When our oldest daughter was about three years old, she came home from Sunday school very excited one week to share with us that God answers prayer like a traffic light: red means no, green means yes, and yellow means wait. “God always answers,” she said.
That simple word picture made perfect sense to her. When we pray, we can trust God in what He is doing.
Even in her young eyes, our daughter realized for every moment of prayer, God responds. He can’t help but take action in some profound way, more powerfully than we even can pray. When we pray, we are interacting with the Almighty.
There is a lot we cannot see from where we stand. There is a lot we cannot know because He is God and we are not. And while an analogy can help us understand a little, it gives us but a glimpse.
Now to Him who is able to do far more abundantly than all that we ask or even imagine, according to the power at work within us…. Ephesians 3. 20
The analogy unfolds in deeper ways. In real life and prayer, a red light means to stop on the spot. Not just to slow down, but to stand still until further direction. It may mean a change of course. Or turn to the right or the left. Or just STOP. It’s why it is red – to get our attention. Don’t go there. Don’t even inch forward. Does God really mean stop? (Yes, Eve, He did.) We have to trust God. What does it take to get my attention?
And when ignored, well, we witness collisions all around us. It is a matter of the will that impacts everyone around us.
The green means GO! It is not that our prayers are answered in the affirmative, that we were able to convince God of our plan, or that God agrees with us. Green still means “Follow Me into this.” Sometimes green is simply the encouragement to keep going, or keep pursuing what God has placed before us. But sometimes green is not what we want. “This is going to be hard. I can’t see over the next hill. I can’t see where this is going.” Green too requires trusting God.
And then comes the lingering yellow which does not mean just to wait, but to yield. We think of yielding as a submitting to someone else, but yield is more often mentioned in Scripture as the result of responding to, listening to, and following God --the bearing of fruit--, as in The land shall yield its increase. (Leviticus 26. 4)
But it also – even in the bearing of fruit – is tied to submitting to God. But yield yourselves to the LORD and come to His sanctuary (2 Chronicles 30. 8)
In the ancient Hebrew, yield in this verse means to give, grant, permit, consecrate, commit, entrust, give over, deliver up, stretch out and extend. The primitive root for yield means to be used with “the greatest latitude of application,” according to Strong’s Concordance.
Yielding to another and the bearing of fruit are inextricably linked. That yellow light provides an opportunity to rush through the intersection (beat that light), proceed cautiously, or allow someone to take our own rightful place. That selflessness of bowing down or letting go for the good of others is a visible form of the gospel, giving ourselves up to free others. What do we choose?
That lingering yellow responds “Not my way but Yours.” The yellow light means being aware of everything around us and then make a move, yield to another, commit the situation to God, and proceed cautiously. What do we end up doing at moment’s notice? Exactly what we have been practicing.
Prayer can give us the courage and heart to do that—to give what is rightfully ours for the well-being of others.
Yielding, like prayer, spills over into all of life. It is a strengthening that moves from one situation to the next, exercising the greatest latitude of application. Not should I, but how can I, yield in this difficult position or hard situation?
Others watch how we drive, how we treat others, how we respond when things are difficult, how we navigate in the hard stuff, how –or if --we choose the selfless rather than the selfish. And it is not just others who are watching how we respond, but our own children sitting in the passenger seat, watching our every move, every reaction in word and deed, this is what to do. Have they witnessed us praying? It may be a momentary situation, or what doesn’t appear to matter in the grand scheme of things, but we are engraving a legacy for generations.
Yielding in the most volatile situation in the office, or in the midst of a confrontation, or even in traffic, what kind of people live like that?
“Your life as a Christian should make non-believers question their unbelief in God,” wrote Dietrich Bonhoeffer from a prison cell in Nazi Germany. He had been living out that truth for decades, and seventy years later, it still resounds.
The lingering yellow points us to think prayerfully about everything.
Yielding is a matter of love, not grudgingly replying, but lovingly responding as His beloved child.
God guides us from one response to the next, from one tiny yielding to a much more consequential one. There are no small responses. We are changed by our choices as we pray.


== Task to complete ==
After checking the listing below, say how many of its lines contain the string "from". Only the number is needed.

== Information ==
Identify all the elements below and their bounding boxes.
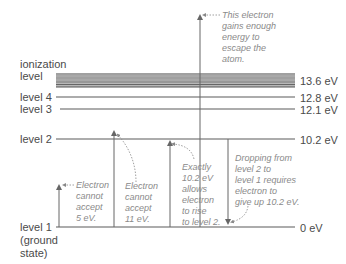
label-level4: level 4 <box>20 91 52 103</box>
pointer-exact <box>173 144 194 159</box>
pointer-11ev <box>118 135 136 182</box>
energy-diagram-canvas <box>0 0 346 264</box>
label-level3: level 3 <box>20 103 52 115</box>
label-level1: level 1 <box>20 221 52 233</box>
note-drop: Dropping from level 2 to level 1 require… <box>235 153 299 208</box>
label-ionization: ionization <box>20 58 66 70</box>
pointer-drop <box>232 206 248 222</box>
note-5ev: Electron cannot accept 5 eV. <box>76 180 109 224</box>
energy-level4: 12.8 eV <box>300 92 338 104</box>
label-level2: level 2 <box>20 133 52 145</box>
label-ground: (ground <box>20 234 58 246</box>
energy-level2: 10.2 eV <box>300 134 338 146</box>
label-ionization-level: level <box>20 70 43 82</box>
energy-ionization: 13.6 eV <box>300 75 338 87</box>
ionization-band <box>56 73 295 87</box>
energy-level3: 12.1 eV <box>300 104 338 116</box>
note-exact: Exactly 10.2 eV allows electron to rise … <box>182 162 221 228</box>
label-state: state) <box>20 247 48 259</box>
note-escape: This electron gains enough energy to esc… <box>222 10 276 65</box>
energy-level1: 0 eV <box>300 222 323 234</box>
note-11ev: Electron cannot accept 11 eV. <box>125 181 158 225</box>
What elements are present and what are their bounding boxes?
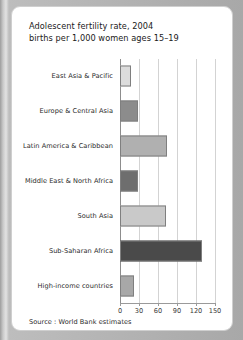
x-tick-label: 120 [190,307,203,315]
x-tick-30 [139,303,140,306]
gridline-90 [177,59,178,303]
bar [120,66,131,87]
category-axis-labels: East Asia & PacificEurope & Central Asia… [29,59,117,303]
category-label: South Asia [77,212,113,220]
gridline-60 [158,59,159,303]
category-label: Latin America & Caribbean [23,142,113,150]
gridline-150 [215,59,216,303]
x-tick-90 [177,303,178,306]
chart-card: Adolescent fertility rate, 2004 births p… [11,6,233,331]
chart-title-block: Adolescent fertility rate, 2004 births p… [29,21,219,44]
x-axis-line [120,303,215,304]
chart-plot-area: East Asia & PacificEurope & Central Asia… [29,59,219,307]
x-tick-label: 90 [173,307,181,315]
bar [120,171,138,192]
gridline-30 [139,59,140,303]
source-note: Source : World Bank estimates [29,318,132,326]
x-tick-120 [196,303,197,306]
bar [120,240,202,261]
chart-title: Adolescent fertility rate, 2004 [29,21,219,33]
x-tick-label: 0 [118,307,122,315]
x-tick-label: 60 [154,307,162,315]
bar [120,136,167,157]
category-label: Europe & Central Asia [40,107,114,115]
category-label: East Asia & Pacific [52,72,113,80]
category-label: High-income countries [38,282,113,290]
bar [120,205,166,226]
x-tick-150 [215,303,216,306]
value-axis-area: 0306090120150 [120,59,215,303]
x-tick-label: 150 [209,307,222,315]
category-label: Sub-Saharan Africa [49,247,113,255]
bar [120,275,134,296]
chart-subtitle: births per 1,000 women ages 15–19 [29,33,219,45]
x-tick-60 [158,303,159,306]
gridline-120 [196,59,197,303]
screenshot-frame: Adolescent fertility rate, 2004 births p… [0,0,243,340]
x-tick-0 [120,303,121,306]
category-label: Middle East & North Africa [25,177,113,185]
bar [120,101,138,122]
x-tick-label: 30 [135,307,143,315]
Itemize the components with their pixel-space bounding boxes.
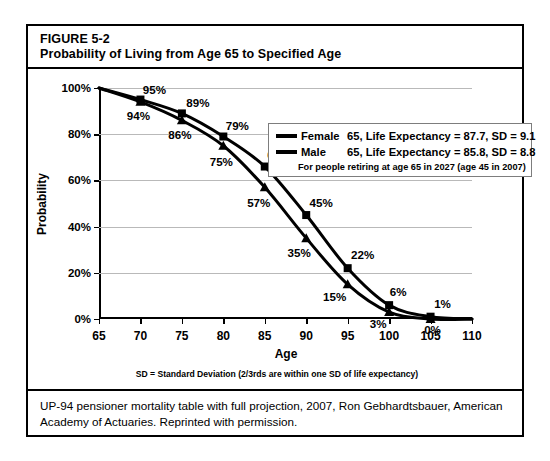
x-tick-label: 95 [341, 329, 354, 343]
x-tick-label: 110 [462, 329, 481, 343]
x-tick-mark [99, 319, 100, 324]
x-tick-label: 85 [258, 329, 271, 343]
legend-line-male-icon [276, 150, 297, 153]
data-point-marker-female [219, 133, 227, 141]
data-label-female: 6% [390, 285, 407, 298]
legend-line-female-icon [276, 134, 297, 137]
chart-area: Probability 0%20%40%60%80%100% 657075808… [28, 77, 522, 389]
figure-number: FIGURE 5-2 [40, 32, 522, 47]
legend-note: For people retiring at age 65 in 2027 (a… [276, 162, 525, 172]
data-label-female: 45% [310, 196, 333, 209]
data-label-female: 22% [351, 248, 374, 261]
x-tick-mark [348, 319, 349, 324]
legend-item-male: Male 65, Life Expectancy = 85.8, SD = 8.… [276, 144, 525, 160]
x-tick-label: 65 [92, 329, 105, 343]
y-tick-label: 80% [68, 128, 91, 140]
data-label-male: 3% [370, 317, 387, 330]
legend-desc-male: 65, Life Expectancy = 85.8, SD = 8.8 [347, 146, 535, 158]
legend-desc-female: 65, Life Expectancy = 87.7, SD = 9.1 [347, 130, 535, 142]
data-label-female: 95% [143, 82, 166, 95]
x-tick-label: 70 [134, 329, 147, 343]
y-axis-title: Probability [35, 173, 49, 235]
x-tick-label: 100 [379, 329, 399, 343]
y-tick-label: 100% [62, 82, 91, 94]
x-tick-mark [265, 319, 266, 324]
data-label-male: 75% [210, 154, 233, 167]
y-tick-label: 40% [68, 221, 91, 233]
x-tick-label: 90 [300, 329, 313, 343]
data-label-female: 1% [434, 296, 451, 309]
legend-label-female: Female [301, 130, 347, 142]
data-point-marker-female [344, 264, 352, 272]
y-tick-label: 0% [74, 313, 91, 325]
legend-item-female: Female 65, Life Expectancy = 87.7, SD = … [276, 128, 525, 144]
data-point-marker-female [302, 211, 310, 219]
x-tick-label: 75 [175, 329, 188, 343]
x-tick-mark [223, 319, 224, 324]
x-axis-title: Age [275, 347, 298, 361]
data-label-male: 35% [288, 246, 311, 259]
legend-label-male: Male [301, 146, 347, 158]
data-label-female: 79% [226, 118, 249, 131]
x-tick-mark [182, 319, 183, 324]
figure-title: Probability of Living from Age 65 to Spe… [40, 47, 522, 62]
data-label-male: 94% [127, 108, 150, 121]
data-label-male: 86% [168, 128, 191, 141]
chart-legend: Female 65, Life Expectancy = 87.7, SD = … [268, 123, 532, 177]
figure-header: FIGURE 5-2 Probability of Living from Ag… [28, 26, 522, 69]
data-label-female: 89% [186, 96, 209, 109]
chart-footnote: SD = Standard Deviation (2/3rds are with… [136, 369, 418, 379]
y-tick-label: 20% [68, 267, 91, 279]
data-label-male: 15% [323, 290, 346, 303]
data-label-male: 0% [424, 323, 441, 336]
data-label-male: 57% [247, 196, 270, 209]
x-tick-label: 80 [217, 329, 230, 343]
figure-card: FIGURE 5-2 Probability of Living from Ag… [26, 24, 524, 437]
x-tick-mark [140, 319, 141, 324]
source-note: UP-94 pensioner mortality table with ful… [28, 389, 522, 435]
y-tick-label: 60% [68, 174, 91, 186]
x-tick-mark [389, 319, 390, 324]
x-tick-mark [306, 319, 307, 324]
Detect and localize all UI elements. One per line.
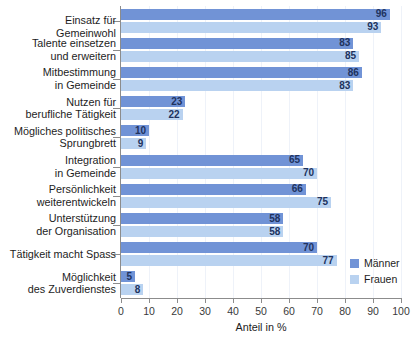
bar-value-label: 85	[345, 51, 356, 61]
bar-maenner: 58	[121, 213, 283, 224]
x-tick	[317, 298, 318, 303]
x-tick	[401, 298, 402, 303]
legend-swatch	[350, 259, 359, 268]
category-label: Tätigkeit macht Spass	[4, 248, 116, 261]
x-tick	[289, 298, 290, 303]
bar-chart: 0102030405060708090100 Einsatz für Gemei…	[0, 0, 419, 343]
x-tick-label: 50	[255, 305, 267, 317]
bar-maenner: 86	[121, 67, 362, 78]
gridline	[205, 6, 206, 298]
bar-maenner: 10	[121, 125, 149, 136]
bar-value-label: 58	[269, 214, 280, 224]
bar-value-label: 86	[348, 68, 359, 78]
bar-value-label: 10	[135, 126, 146, 136]
bar-maenner: 23	[121, 96, 185, 107]
category-label: Nutzen für berufliche Tätigkeit	[4, 96, 116, 121]
bar-value-label: 70	[303, 243, 314, 253]
x-tick-label: 70	[311, 305, 323, 317]
bar-value-label: 77	[322, 256, 333, 266]
category-label: Integration in Gemeinde	[4, 154, 116, 179]
bar-value-label: 5	[126, 272, 132, 282]
category-label: Persönlichkeit weiterentwickeln	[4, 183, 116, 208]
x-tick	[261, 298, 262, 303]
legend-label: Männer	[364, 257, 400, 269]
x-tick	[149, 298, 150, 303]
x-tick-label: 0	[118, 305, 124, 317]
x-tick-label: 40	[227, 305, 239, 317]
category-label: Möglichkeit des Zuverdienstes	[4, 271, 116, 296]
category-label: Mitbestimmung in Gemeinde	[4, 66, 116, 91]
bar-value-label: 83	[339, 81, 350, 91]
category-label: Einsatz für Gemeinwohl	[4, 14, 116, 39]
gridline	[373, 6, 374, 298]
x-tick-label: 60	[283, 305, 295, 317]
bar-value-label: 22	[168, 110, 179, 120]
gridline	[401, 6, 402, 298]
bar-frauen: 93	[121, 22, 381, 33]
x-tick	[121, 298, 122, 303]
bar-maenner: 65	[121, 155, 303, 166]
category-label: Unterstützung der Organisation	[4, 212, 116, 237]
bar-value-label: 9	[138, 139, 144, 149]
x-tick	[233, 298, 234, 303]
bar-value-label: 23	[171, 97, 182, 107]
x-tick-label: 80	[339, 305, 351, 317]
bar-frauen: 9	[121, 138, 146, 149]
bar-maenner: 5	[121, 271, 135, 282]
bar-maenner: 70	[121, 242, 317, 253]
bar-value-label: 8	[135, 285, 141, 295]
x-axis-title: Anteil in %	[121, 321, 401, 333]
bar-value-label: 65	[289, 155, 300, 165]
gridline	[149, 6, 150, 298]
bar-frauen: 8	[121, 284, 143, 295]
bar-value-label: 66	[292, 184, 303, 194]
bar-value-label: 58	[269, 227, 280, 237]
bar-frauen: 77	[121, 255, 337, 266]
gridline	[317, 6, 318, 298]
bar-value-label: 75	[317, 197, 328, 207]
bar-frauen: 22	[121, 109, 183, 120]
bar-value-label: 83	[339, 38, 350, 48]
x-tick-label: 90	[367, 305, 379, 317]
category-label: Talente einsetzen und erweitern	[4, 37, 116, 62]
gridline	[289, 6, 290, 298]
x-tick-label: 10	[143, 305, 155, 317]
bar-value-label: 93	[367, 22, 378, 32]
gridline	[261, 6, 262, 298]
bar-maenner: 66	[121, 184, 306, 195]
x-tick	[373, 298, 374, 303]
legend-item: Männer	[350, 256, 400, 270]
bar-value-label: 70	[303, 168, 314, 178]
gridline	[233, 6, 234, 298]
x-tick-label: 30	[199, 305, 211, 317]
bar-maenner: 96	[121, 9, 390, 20]
x-tick	[205, 298, 206, 303]
legend-swatch	[350, 275, 359, 284]
category-label: Mögliches politisches Sprungbrett	[4, 125, 116, 150]
legend-label: Frauen	[364, 273, 397, 285]
legend-item: Frauen	[350, 272, 400, 286]
bar-value-label: 96	[376, 9, 387, 19]
bar-frauen: 85	[121, 51, 359, 62]
gridline	[177, 6, 178, 298]
x-tick	[345, 298, 346, 303]
bar-frauen: 83	[121, 80, 353, 91]
bar-frauen: 75	[121, 197, 331, 208]
bar-frauen: 70	[121, 168, 317, 179]
x-tick-label: 20	[171, 305, 183, 317]
legend: MännerFrauen	[350, 256, 400, 288]
x-tick-label: 100	[392, 305, 410, 317]
bar-frauen: 58	[121, 226, 283, 237]
x-tick	[177, 298, 178, 303]
plot-area	[121, 6, 401, 298]
y-axis-line	[120, 6, 121, 298]
bar-maenner: 83	[121, 38, 353, 49]
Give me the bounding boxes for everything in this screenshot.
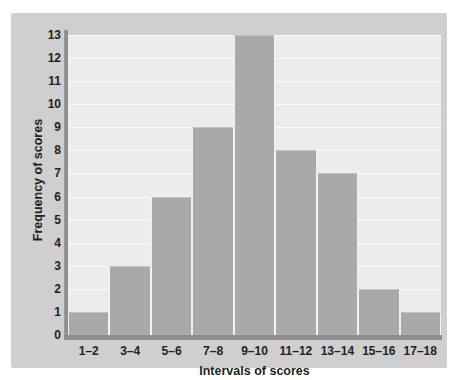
y-axis-tick-label: 8 xyxy=(15,144,61,156)
histogram-bar xyxy=(68,312,109,335)
chart-panel: Frequency of scores 131211109876543210 1… xyxy=(11,13,447,368)
plot-area xyxy=(68,35,441,335)
histogram-bar xyxy=(151,197,192,335)
y-axis-tick-label: 12 xyxy=(15,52,61,64)
histogram-bar xyxy=(358,289,399,335)
x-axis-tick-label: 3–4 xyxy=(109,344,150,358)
y-axis-tick-label: 0 xyxy=(15,329,61,341)
histogram-bar xyxy=(192,127,233,335)
x-axis-tick-label: 13–14 xyxy=(317,344,358,358)
y-axis-tick-label: 13 xyxy=(15,29,61,41)
y-axis-tick-label: 2 xyxy=(15,283,61,295)
x-axis-tick-label: 5–6 xyxy=(151,344,192,358)
y-axis-tick-label: 6 xyxy=(15,191,61,203)
x-axis-tick-label: 17–18 xyxy=(400,344,441,358)
y-axis-tick-label: 7 xyxy=(15,167,61,179)
histogram-figure: Frequency of scores 131211109876543210 1… xyxy=(0,0,457,380)
histogram-bar xyxy=(275,150,316,335)
y-axis-tick-label: 3 xyxy=(15,260,61,272)
histogram-bar xyxy=(109,266,150,335)
x-axis-title: Intervals of scores xyxy=(68,364,441,378)
histogram-bar xyxy=(234,35,275,335)
histogram-bar xyxy=(317,173,358,335)
x-axis-tick-label: 7–8 xyxy=(192,344,233,358)
y-axis-tick-label: 9 xyxy=(15,121,61,133)
x-axis-tick-label: 1–2 xyxy=(68,344,109,358)
y-axis-tick-label: 10 xyxy=(15,98,61,110)
y-axis-tick-label: 11 xyxy=(15,75,61,87)
x-axis-line xyxy=(64,335,442,340)
y-axis-tick-label: 5 xyxy=(15,214,61,226)
x-axis-tick-labels: 1–23–45–67–89–1011–1213–1415–1617–18 xyxy=(68,344,441,362)
y-axis-tick-label: 4 xyxy=(15,237,61,249)
y-axis-tick-labels: 131211109876543210 xyxy=(11,13,61,380)
x-axis-tick-label: 9–10 xyxy=(234,344,275,358)
y-axis-tick-label: 1 xyxy=(15,306,61,318)
histogram-bar xyxy=(400,312,441,335)
x-axis-tick-label: 11–12 xyxy=(275,344,316,358)
x-axis-tick-label: 15–16 xyxy=(358,344,399,358)
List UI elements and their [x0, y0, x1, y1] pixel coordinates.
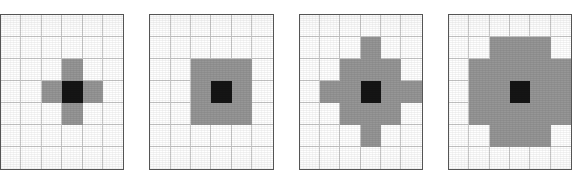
empty-cell	[252, 59, 272, 81]
empty-cell	[171, 147, 191, 169]
empty-cell	[1, 37, 21, 59]
mask-cell	[340, 81, 360, 103]
empty-cell	[21, 125, 41, 147]
empty-cell	[103, 59, 123, 81]
mask-cell	[381, 59, 401, 81]
empty-cell	[211, 15, 231, 37]
empty-cell	[21, 147, 41, 169]
mask-cell	[510, 37, 530, 59]
empty-cell	[320, 15, 340, 37]
empty-cell	[300, 15, 320, 37]
empty-cell	[232, 147, 252, 169]
empty-cell	[401, 59, 421, 81]
empty-cell	[211, 125, 231, 147]
empty-cell	[21, 59, 41, 81]
empty-cell	[401, 103, 421, 125]
empty-cell	[191, 125, 211, 147]
mask-cell	[232, 81, 252, 103]
mask-cell	[510, 59, 530, 81]
empty-cell	[83, 103, 103, 125]
mask-cell	[83, 81, 103, 103]
empty-cell	[62, 125, 82, 147]
empty-cell	[551, 15, 571, 37]
mask-cell	[361, 59, 381, 81]
empty-cell	[191, 147, 211, 169]
empty-cell	[300, 103, 320, 125]
empty-cell	[252, 103, 272, 125]
empty-cell	[1, 125, 21, 147]
empty-cell	[103, 81, 123, 103]
empty-cell	[401, 125, 421, 147]
panel-diamond-mask	[299, 14, 423, 170]
empty-cell	[449, 59, 469, 81]
empty-cell	[103, 147, 123, 169]
empty-cell	[191, 15, 211, 37]
mask-cell	[381, 81, 401, 103]
mask-center-cell	[361, 81, 381, 103]
empty-cell	[42, 37, 62, 59]
mask-cell	[551, 81, 571, 103]
empty-cell	[83, 125, 103, 147]
empty-cell	[171, 81, 191, 103]
empty-cell	[490, 147, 510, 169]
empty-cell	[232, 125, 252, 147]
panel-mask-cells	[1, 15, 123, 169]
empty-cell	[449, 125, 469, 147]
mask-cell	[530, 125, 550, 147]
empty-cell	[103, 103, 123, 125]
empty-cell	[42, 147, 62, 169]
mask-cell	[211, 59, 231, 81]
empty-cell	[510, 147, 530, 169]
empty-cell	[381, 15, 401, 37]
empty-cell	[469, 15, 489, 37]
empty-cell	[150, 103, 170, 125]
empty-cell	[150, 81, 170, 103]
empty-cell	[62, 37, 82, 59]
empty-cell	[21, 81, 41, 103]
mask-cell	[530, 37, 550, 59]
mask-cell	[551, 59, 571, 81]
empty-cell	[320, 37, 340, 59]
empty-cell	[21, 15, 41, 37]
mask-cell	[62, 103, 82, 125]
empty-cell	[252, 81, 272, 103]
mask-cell	[551, 103, 571, 125]
empty-cell	[340, 37, 360, 59]
empty-cell	[1, 147, 21, 169]
empty-cell	[340, 147, 360, 169]
empty-cell	[83, 147, 103, 169]
empty-cell	[150, 125, 170, 147]
mask-cell	[361, 125, 381, 147]
mask-cell	[340, 103, 360, 125]
empty-cell	[449, 81, 469, 103]
mask-cell	[191, 59, 211, 81]
empty-cell	[300, 81, 320, 103]
mask-cell	[490, 81, 510, 103]
panel-plus-mask	[0, 14, 124, 170]
mask-cell	[401, 81, 421, 103]
empty-cell	[320, 125, 340, 147]
empty-cell	[300, 59, 320, 81]
mask-cell	[42, 81, 62, 103]
mask-cell	[469, 59, 489, 81]
panel-mask-cells	[300, 15, 422, 169]
mask-cell	[361, 37, 381, 59]
mask-cell	[320, 81, 340, 103]
mask-center-cell	[510, 81, 530, 103]
empty-cell	[469, 37, 489, 59]
empty-cell	[530, 15, 550, 37]
empty-cell	[469, 147, 489, 169]
empty-cell	[62, 15, 82, 37]
mask-cell	[361, 103, 381, 125]
panel-mask-cells	[150, 15, 272, 169]
mask-cell	[191, 103, 211, 125]
empty-cell	[320, 103, 340, 125]
panel-octagon-mask	[448, 14, 572, 170]
empty-cell	[510, 15, 530, 37]
empty-cell	[490, 15, 510, 37]
mask-cell	[62, 59, 82, 81]
empty-cell	[21, 103, 41, 125]
empty-cell	[551, 147, 571, 169]
empty-cell	[252, 125, 272, 147]
empty-cell	[171, 103, 191, 125]
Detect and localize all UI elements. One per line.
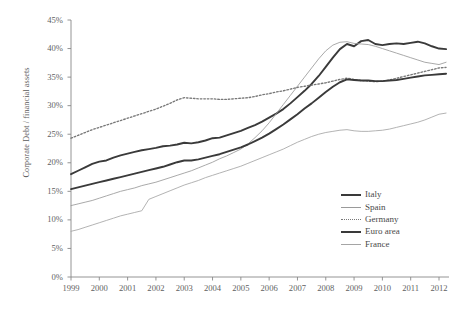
legend-item-italy[interactable]: Italy [341,188,449,200]
legend-swatch-icon [341,239,361,249]
series-line-germany [71,67,446,138]
y-axis-tick-label: 15% [29,186,63,196]
legend-swatch-icon [341,214,361,224]
x-axis-tick-label: 2012 [419,283,459,293]
legend-item-france[interactable]: France [341,238,449,250]
y-axis-tick-label: 20% [29,157,63,167]
y-axis-tick-label: 35% [29,72,63,82]
chart-container: Corporate Debt / financial assets 45%40%… [0,0,460,312]
legend-label: Euro area [365,226,400,236]
legend-swatch-icon [341,226,361,236]
y-axis-tick-label: 5% [29,243,63,253]
legend-label: Germany [365,214,399,224]
legend-label: Spain [365,202,386,212]
legend-swatch-icon [341,189,361,199]
legend-item-euro-area[interactable]: Euro area [341,225,449,237]
y-axis-tick-label: 25% [29,129,63,139]
y-axis-tick-label: 30% [29,100,63,110]
legend-item-spain[interactable]: Spain [341,200,449,212]
series-line-italy [71,40,446,174]
y-axis-ticks [68,20,72,277]
line-chart-plot [0,0,460,312]
y-axis-tick-label: 10% [29,214,63,224]
y-axis-tick-label: 40% [29,43,63,53]
x-axis-ticks [71,277,439,281]
legend-swatch-icon [341,202,361,212]
legend-label: Italy [365,189,382,199]
legend-item-germany[interactable]: Germany [341,213,449,225]
legend-label: France [365,239,390,249]
y-axis-tick-label: 0% [29,272,63,282]
series-line-euro-area [71,74,446,189]
y-axis-tick-label: 45% [29,15,63,25]
chart-legend: ItalySpainGermanyEuro areaFrance [341,188,449,250]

== Reply ==
4